My suggestion would simply be to see if yours can be compared to a known one, perhaps in yacht-club, flying-club or similar.
I have read a description of the use of a vane-type anenometer used in an unusual experiment, that in turn led me to consider a particular aspect of wind behaviour. It exploited the point that such a vane will indicate direction as well as force, but only while the wind is moving perpendicularly to the vane.
You sometime hear art-critics waffling about the "resonance" of an auditorium or cathedral – the same people who muddle "acoustic" (adj.) with "acoustics" (noun) – when clearly they mean "reverberation". Yes, the air in the hall can resonate, just as the air in a bottle resonates when you blow across its top, but at fractional-Hz frequency. It can also happen in Nature…
The experiment, carried out in America, investigated the resonance in a cave observed to have a regularly reversing draught in a fairly narrow passage leading from the entrance to a large chamber. The vane, made from a sheet of plastic, was suspended from a spindle carrying a potentiometer as the transducer for a data-logger, so that it would read the wind's direction as a polarity oscillation, as well as its relative speed by displacement.
The acoustics did indeed match the nature predicted by theory, treating the cave as a flue-type organ-pipe with closed end, to reasonable certainty. I think they tried it in other caves but these were more complicated, giving less certain results.
I had noticed the same effect in a cave I helped discover in Norway, a single passage descending steeply to an air-tight choke of sand; and breathing" due to the wind blowing across its entrance. Indeed, we named it "Breathing Cave" , or "Pustehohle" if I recall its translation correctly.
So I tried to apply the American results to an exploration project in which I am involved on the Mendip Hills, but the same fairly simple maths predicted a volume too large to fit under the hill! Despite the apparent regularity of the draught reversals, we decided the cause was simply fluctuations in the wind blowing across the open top of the vertical entrance shaft; lined with concrete pipes for its first 30 feet depth from their rim a little above the field level.
This does though raise an intriguing question:
– Does the wind itself, blowing over a suitable edge, create a high-amplitude, sub-Hertz sound, different from the irregular gusts? In that location the edge is created by the steep SW face of the Mendip Hills, rising from a plain to a gently-undulating plateau surface. (The cave is not far to the East of Cheddar Gorge, so fairly close to the edge of the range; and the Gorge itself could also act as an acoustic lip.) So the cave's draught was influenced by the acoustic wave rather than the simple gusts marking turbulence in the air stream.
As our "dig" has progressed gradually downwards through an interminable mass of irregular boulders the "breathing" effect has largely disappeared; and the very chilly draught now, although weather-controlled, is generally fairly steady in direction and force.
Further to my thoughts are the shapes of some types of cloud cover, forming quite regular, parallel ridges of fluffy vapour separated by clear air. Though I have not often flown, I have seen from aeroplanes, strikingly regular swell effects on cloud cover lying below the flight path. Again, a very low frequency sound marked in clouds either by piling the vapour mass into waves analogous to sea-swells, or perhaps, by the sound-waves' compression and rarefaction controlling the vapour's condensation into concentrated regions.
'
That cave dig has an unlikely model-engineering link. We made for it a simple winch, revolving on plastic bushes on a cross-bar on a scaffolding tripod. The hexagonal side-frames about 3 feet across-corners, are welded from flat steel bar originally rails from a dismantled miniature railway!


For the entries that follow, restate word for word the line containing "You are a GUI", the line containing "Task: Click on the img: add", and every line that lies between them.

(DATA FOR REVIEW)
= = = = =
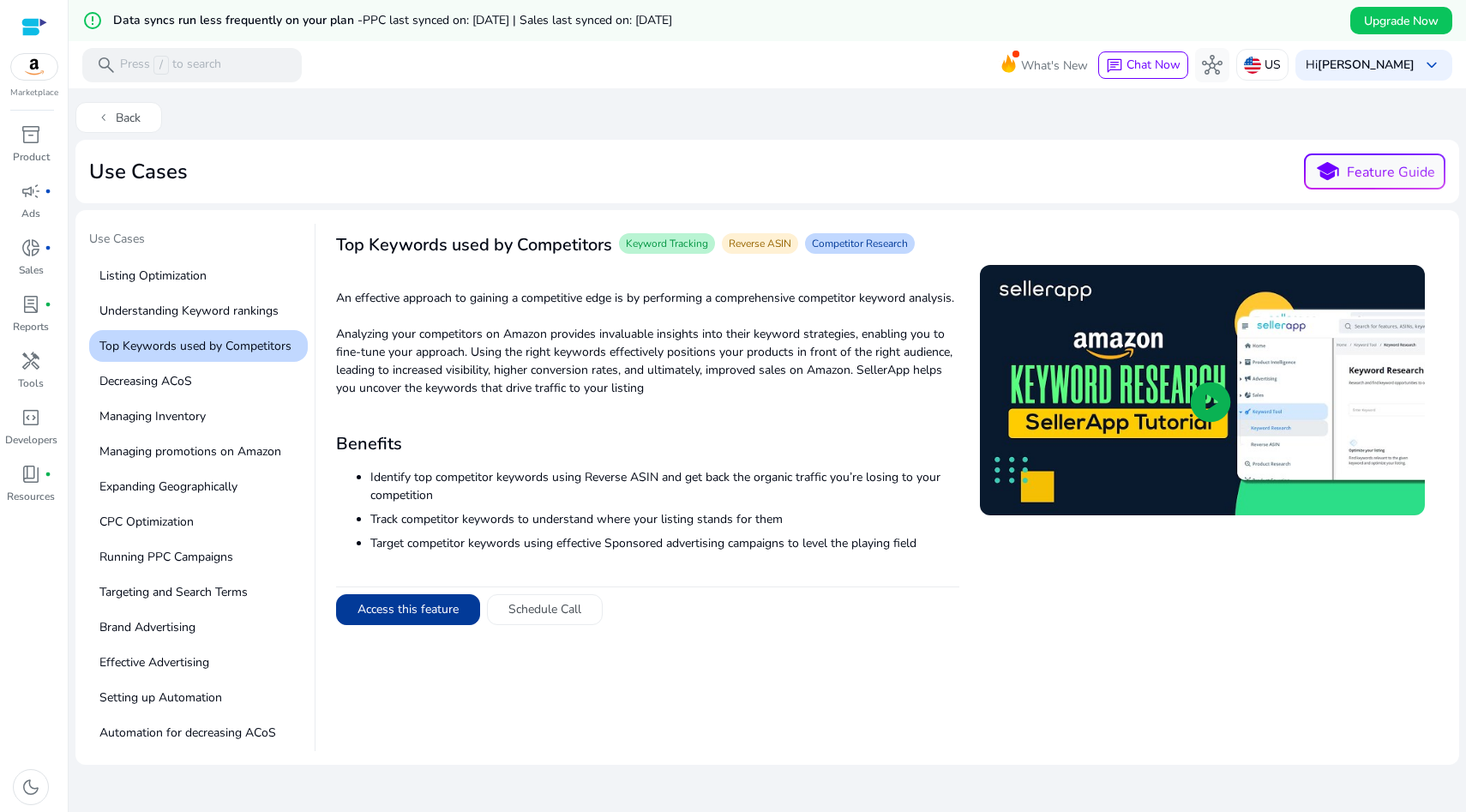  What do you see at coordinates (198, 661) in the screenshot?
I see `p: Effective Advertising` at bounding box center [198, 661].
= = = = =
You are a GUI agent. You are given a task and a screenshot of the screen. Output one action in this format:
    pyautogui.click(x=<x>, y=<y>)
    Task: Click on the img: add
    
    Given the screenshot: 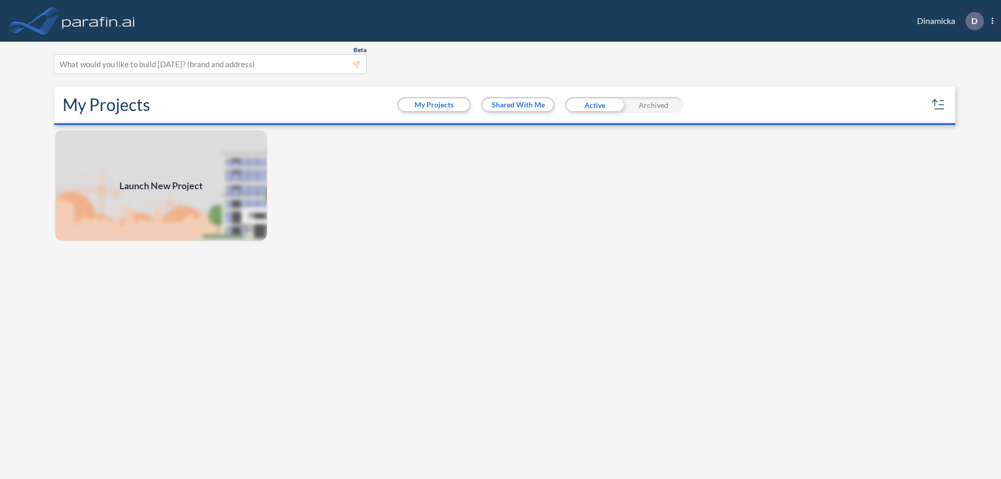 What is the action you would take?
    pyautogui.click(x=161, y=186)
= = = = =
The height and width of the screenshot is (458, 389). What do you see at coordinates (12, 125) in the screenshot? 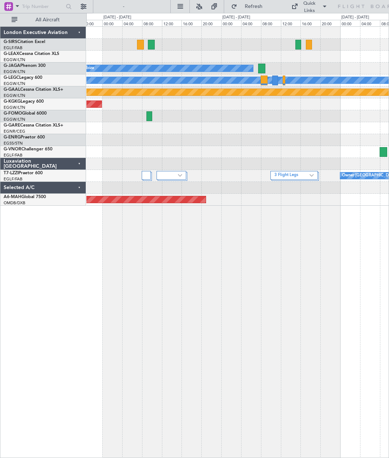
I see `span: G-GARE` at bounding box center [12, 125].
= = = = =
(RESULT FOR THIS EXERCISE)
You are a GUI agent. You are given a task and a screenshot of the screen. Output one action in this format:
    pyautogui.click(x=<x>, y=<y>)
    Task: Click on the img: add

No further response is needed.